Ultraviolet
In one of the most ludicrous of Ultraviolet's many truly ludicrous moments, supernatural badass Milla Jovovich stands in the center of an artfully arranged group of thugs who want to kill her. For no apparent reason, the camera POV zooms into the blackness of her inner ear, emerging from the barrel of an antagonist's gun. It zooms toward her face, catching an enemy's reflection in her sunglasses, then zooms in on her reflection in his glasses. This caroming around continues for several intolerably long moments, as though writer-director Kurt Wimmer is desperately searching for something to make this combat different from the dozen or so preceding it.
He never does find it. Instead, he finds the imagistic, spastic meth-junkie pacing that characterizes most of the film, starting with its opening barrage of sloppy exposition. Jovovich, it transpires, is a "hemophage," or "vampire," though as with most of the film's tossed-off plot developments, the ramifications of this are never explained. Mostly, it seems to mean that she's tough enough to kill 50 armored troopers, then crash her motorcycle through a helicopter, a plate-glass window, and a wall, then stroll away unfazed. That ability puts her in good stead when she needs to kill her way through an enemy base to capture an anti-hemophage super-weapon. It comes in handy again when she learns that the weapon is an innocent boy (Cameron Bright, reprising his creepy ancient-child role from Birth) and starts killing her way through her fellow hemophages to protect him.

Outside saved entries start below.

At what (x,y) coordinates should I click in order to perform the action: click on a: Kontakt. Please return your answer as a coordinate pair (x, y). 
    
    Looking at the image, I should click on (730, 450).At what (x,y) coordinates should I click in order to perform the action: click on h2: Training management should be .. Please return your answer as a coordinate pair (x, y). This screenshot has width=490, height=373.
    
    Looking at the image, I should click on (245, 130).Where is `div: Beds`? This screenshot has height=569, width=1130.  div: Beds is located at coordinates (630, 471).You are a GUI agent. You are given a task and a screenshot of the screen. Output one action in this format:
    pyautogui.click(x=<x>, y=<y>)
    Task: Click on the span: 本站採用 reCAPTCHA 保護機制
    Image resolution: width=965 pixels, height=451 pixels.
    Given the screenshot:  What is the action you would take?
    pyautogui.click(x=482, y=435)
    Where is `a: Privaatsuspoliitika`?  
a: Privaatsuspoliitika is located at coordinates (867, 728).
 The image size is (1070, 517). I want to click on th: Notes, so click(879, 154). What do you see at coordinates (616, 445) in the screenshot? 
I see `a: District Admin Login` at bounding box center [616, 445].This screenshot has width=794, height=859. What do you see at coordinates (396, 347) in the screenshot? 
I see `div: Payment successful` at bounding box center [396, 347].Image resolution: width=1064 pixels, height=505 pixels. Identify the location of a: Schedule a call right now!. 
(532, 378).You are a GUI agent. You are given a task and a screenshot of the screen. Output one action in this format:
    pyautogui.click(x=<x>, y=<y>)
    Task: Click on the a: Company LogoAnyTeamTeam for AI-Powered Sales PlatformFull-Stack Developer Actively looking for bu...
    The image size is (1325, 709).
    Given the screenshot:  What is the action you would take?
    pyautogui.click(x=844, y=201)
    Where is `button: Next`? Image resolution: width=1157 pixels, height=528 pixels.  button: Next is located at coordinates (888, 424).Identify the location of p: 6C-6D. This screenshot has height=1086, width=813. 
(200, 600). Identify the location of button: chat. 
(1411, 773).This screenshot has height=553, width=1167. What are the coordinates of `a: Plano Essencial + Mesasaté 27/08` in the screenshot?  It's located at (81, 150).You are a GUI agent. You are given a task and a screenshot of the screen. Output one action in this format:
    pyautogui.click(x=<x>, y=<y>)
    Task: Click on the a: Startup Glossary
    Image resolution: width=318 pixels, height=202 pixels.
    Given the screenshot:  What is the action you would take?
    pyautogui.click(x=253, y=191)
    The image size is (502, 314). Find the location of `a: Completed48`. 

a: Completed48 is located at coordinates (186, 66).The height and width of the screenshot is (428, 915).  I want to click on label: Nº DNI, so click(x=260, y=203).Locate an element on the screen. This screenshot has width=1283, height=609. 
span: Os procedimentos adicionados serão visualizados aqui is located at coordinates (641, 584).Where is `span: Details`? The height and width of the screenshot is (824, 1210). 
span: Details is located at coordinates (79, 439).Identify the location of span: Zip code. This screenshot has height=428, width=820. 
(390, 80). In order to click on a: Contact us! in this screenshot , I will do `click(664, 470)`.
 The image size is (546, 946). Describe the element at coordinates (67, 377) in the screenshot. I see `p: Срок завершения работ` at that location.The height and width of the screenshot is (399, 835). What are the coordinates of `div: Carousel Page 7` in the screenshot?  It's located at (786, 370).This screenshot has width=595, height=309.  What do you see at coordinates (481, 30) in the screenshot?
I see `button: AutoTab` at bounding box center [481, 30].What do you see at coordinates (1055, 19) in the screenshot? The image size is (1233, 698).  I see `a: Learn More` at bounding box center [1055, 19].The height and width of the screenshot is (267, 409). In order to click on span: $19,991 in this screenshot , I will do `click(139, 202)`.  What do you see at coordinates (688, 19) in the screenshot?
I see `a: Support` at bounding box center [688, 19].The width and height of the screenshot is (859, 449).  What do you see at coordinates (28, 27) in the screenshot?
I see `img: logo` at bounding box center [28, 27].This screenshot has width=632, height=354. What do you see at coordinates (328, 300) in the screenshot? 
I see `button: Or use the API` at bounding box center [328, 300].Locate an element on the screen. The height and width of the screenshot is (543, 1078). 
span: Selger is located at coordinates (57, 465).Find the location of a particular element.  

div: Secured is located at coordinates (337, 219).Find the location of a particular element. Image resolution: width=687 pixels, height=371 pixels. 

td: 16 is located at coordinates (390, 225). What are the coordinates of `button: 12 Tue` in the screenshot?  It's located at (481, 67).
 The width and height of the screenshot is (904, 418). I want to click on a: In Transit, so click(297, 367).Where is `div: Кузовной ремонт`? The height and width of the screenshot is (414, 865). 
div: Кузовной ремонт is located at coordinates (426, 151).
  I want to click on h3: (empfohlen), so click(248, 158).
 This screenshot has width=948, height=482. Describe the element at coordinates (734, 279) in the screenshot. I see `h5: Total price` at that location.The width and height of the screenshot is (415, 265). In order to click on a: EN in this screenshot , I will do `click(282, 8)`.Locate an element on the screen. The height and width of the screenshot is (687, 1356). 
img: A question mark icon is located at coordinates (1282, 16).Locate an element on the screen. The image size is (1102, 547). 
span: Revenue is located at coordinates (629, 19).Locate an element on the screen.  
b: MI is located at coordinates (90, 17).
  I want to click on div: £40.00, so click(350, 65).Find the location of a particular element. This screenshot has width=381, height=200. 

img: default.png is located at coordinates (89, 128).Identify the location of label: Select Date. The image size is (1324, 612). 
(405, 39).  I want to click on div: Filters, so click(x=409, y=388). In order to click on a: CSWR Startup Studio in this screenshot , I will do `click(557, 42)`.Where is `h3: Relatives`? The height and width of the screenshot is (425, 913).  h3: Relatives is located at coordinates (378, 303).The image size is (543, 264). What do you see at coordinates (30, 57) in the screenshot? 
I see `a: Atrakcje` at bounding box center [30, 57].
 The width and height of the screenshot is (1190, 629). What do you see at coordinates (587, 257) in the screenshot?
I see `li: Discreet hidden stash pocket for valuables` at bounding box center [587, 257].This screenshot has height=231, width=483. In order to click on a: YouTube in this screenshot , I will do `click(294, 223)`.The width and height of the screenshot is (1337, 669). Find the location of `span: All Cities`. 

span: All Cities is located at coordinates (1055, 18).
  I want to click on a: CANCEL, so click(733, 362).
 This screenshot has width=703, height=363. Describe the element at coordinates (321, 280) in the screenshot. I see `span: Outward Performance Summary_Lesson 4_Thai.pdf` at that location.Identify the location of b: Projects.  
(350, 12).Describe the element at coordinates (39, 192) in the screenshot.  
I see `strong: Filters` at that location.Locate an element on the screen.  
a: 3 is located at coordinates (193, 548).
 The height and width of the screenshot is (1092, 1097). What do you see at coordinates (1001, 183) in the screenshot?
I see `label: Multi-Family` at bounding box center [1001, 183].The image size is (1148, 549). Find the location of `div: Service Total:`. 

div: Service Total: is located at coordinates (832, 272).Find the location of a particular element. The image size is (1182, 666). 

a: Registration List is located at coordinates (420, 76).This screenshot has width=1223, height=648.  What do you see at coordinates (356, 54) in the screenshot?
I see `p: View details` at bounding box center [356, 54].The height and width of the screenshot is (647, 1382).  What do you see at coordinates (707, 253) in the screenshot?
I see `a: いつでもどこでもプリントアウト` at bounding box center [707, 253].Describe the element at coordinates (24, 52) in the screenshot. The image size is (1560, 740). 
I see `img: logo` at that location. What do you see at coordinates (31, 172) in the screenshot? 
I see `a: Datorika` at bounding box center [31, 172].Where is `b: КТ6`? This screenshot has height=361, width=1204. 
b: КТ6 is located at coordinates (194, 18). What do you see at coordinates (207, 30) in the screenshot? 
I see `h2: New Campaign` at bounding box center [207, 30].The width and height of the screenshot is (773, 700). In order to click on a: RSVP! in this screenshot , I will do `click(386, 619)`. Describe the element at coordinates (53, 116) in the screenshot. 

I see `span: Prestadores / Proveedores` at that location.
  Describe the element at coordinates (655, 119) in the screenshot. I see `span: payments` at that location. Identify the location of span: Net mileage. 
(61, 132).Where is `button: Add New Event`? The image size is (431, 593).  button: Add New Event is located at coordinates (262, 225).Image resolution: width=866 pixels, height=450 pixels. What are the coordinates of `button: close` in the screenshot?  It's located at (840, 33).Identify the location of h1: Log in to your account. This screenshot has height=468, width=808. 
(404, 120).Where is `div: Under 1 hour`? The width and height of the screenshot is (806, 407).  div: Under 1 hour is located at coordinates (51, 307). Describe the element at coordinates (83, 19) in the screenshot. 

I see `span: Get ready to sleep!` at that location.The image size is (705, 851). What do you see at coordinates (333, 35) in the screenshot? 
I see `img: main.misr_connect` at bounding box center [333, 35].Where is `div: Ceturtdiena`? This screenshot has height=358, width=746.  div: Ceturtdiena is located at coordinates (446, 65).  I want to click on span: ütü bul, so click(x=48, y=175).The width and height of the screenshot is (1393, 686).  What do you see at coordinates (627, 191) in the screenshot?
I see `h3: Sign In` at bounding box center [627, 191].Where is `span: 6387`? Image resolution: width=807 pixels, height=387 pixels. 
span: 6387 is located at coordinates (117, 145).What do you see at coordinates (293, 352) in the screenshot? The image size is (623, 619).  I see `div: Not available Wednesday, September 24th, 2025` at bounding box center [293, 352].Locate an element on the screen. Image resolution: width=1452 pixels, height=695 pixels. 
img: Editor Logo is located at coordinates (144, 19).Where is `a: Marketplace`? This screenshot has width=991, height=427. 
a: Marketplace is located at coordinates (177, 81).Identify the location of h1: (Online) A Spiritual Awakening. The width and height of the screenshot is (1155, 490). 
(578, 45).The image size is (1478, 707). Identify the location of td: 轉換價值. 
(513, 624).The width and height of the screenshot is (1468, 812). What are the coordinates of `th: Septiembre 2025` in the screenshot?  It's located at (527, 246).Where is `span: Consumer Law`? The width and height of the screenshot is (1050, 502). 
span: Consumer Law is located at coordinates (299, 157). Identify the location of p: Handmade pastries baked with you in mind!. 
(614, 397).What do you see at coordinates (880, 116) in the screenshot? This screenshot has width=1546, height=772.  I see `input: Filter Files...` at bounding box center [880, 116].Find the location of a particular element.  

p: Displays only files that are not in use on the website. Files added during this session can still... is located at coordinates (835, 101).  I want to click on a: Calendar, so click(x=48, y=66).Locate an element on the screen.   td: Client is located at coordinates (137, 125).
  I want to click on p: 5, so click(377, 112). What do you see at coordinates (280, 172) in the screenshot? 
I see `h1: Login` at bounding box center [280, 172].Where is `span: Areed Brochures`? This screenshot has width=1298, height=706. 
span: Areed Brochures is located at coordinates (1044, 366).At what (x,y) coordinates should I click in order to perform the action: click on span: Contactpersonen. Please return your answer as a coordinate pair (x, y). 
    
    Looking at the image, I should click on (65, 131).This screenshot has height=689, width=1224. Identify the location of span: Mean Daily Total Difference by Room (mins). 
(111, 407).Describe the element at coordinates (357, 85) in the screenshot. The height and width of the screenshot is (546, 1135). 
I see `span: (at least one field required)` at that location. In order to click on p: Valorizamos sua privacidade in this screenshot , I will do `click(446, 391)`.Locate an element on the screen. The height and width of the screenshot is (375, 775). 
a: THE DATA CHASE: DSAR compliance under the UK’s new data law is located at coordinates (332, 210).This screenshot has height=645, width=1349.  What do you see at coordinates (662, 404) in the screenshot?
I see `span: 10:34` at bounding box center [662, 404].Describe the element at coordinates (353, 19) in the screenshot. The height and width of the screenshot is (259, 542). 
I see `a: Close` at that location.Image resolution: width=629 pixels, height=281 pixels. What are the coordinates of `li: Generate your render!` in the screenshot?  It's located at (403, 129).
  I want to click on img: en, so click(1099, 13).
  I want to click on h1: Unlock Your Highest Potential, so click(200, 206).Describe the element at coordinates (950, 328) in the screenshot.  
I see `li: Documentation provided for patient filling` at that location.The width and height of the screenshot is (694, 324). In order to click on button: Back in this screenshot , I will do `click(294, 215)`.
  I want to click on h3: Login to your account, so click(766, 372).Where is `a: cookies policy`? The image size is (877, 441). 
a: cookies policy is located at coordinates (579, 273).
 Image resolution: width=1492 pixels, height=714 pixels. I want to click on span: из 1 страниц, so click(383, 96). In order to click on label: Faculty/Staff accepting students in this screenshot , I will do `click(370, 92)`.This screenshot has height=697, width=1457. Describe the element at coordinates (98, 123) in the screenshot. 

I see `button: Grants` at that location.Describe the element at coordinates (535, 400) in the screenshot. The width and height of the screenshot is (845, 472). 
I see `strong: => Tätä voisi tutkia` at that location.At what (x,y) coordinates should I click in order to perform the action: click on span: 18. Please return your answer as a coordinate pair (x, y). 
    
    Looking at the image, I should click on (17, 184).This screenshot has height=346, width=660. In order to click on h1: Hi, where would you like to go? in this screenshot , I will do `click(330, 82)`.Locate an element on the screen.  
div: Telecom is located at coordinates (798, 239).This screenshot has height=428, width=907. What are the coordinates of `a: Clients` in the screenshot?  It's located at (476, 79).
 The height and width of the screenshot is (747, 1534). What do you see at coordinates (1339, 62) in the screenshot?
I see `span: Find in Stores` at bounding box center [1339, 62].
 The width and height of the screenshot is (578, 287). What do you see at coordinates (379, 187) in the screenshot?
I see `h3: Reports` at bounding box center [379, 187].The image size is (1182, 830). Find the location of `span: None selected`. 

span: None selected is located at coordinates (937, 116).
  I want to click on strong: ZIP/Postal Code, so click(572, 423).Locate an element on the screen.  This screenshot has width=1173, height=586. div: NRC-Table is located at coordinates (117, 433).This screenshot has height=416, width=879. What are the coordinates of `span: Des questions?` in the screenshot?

Wimmer's script features a number of nonsensical twists as Jovovich's intentions keep changing, but whether she's doing the bulletproof-warrior thing or veering into comically breast-beating melodrama-queen mode, she constantly ends up in the same place: surrounded by artfully arranged, interchangeable goons who want to kill her, and who don't stand a chance against her "just duck and they'll accidentally slaughter each other" tactic.
As with his last film, 2002's Equilibrium, Wimmer borrows all his best ideas from other movies (Jovovich, for instance, is just channeling her Resident Evil character), then spackles over his half-assed plot with a shiny aesthetic—in this case, one centering on explosions, computer-assisted airbrush filters (which look like a 21st-century version of the Vaseline lens), and CGI effects that have Jovovich's costume and hair changing color every few minutes to keep viewers distracted from Ultraviolet's sheer laziness. Surely no one goes into movies like this expecting more than some cool combat, but Wimmer even cheats his audience on that front by repeatedly skipping the battles, and just showing Jovovich emerging smugly from corridors full of corpses. Underdeveloped antagonist Nick Chinlund sums up the entire film during one of his rants about Jovovich's latest casual, offhand slaughter: "One woman against 14 men! It's ridiculous!" Well, yeah.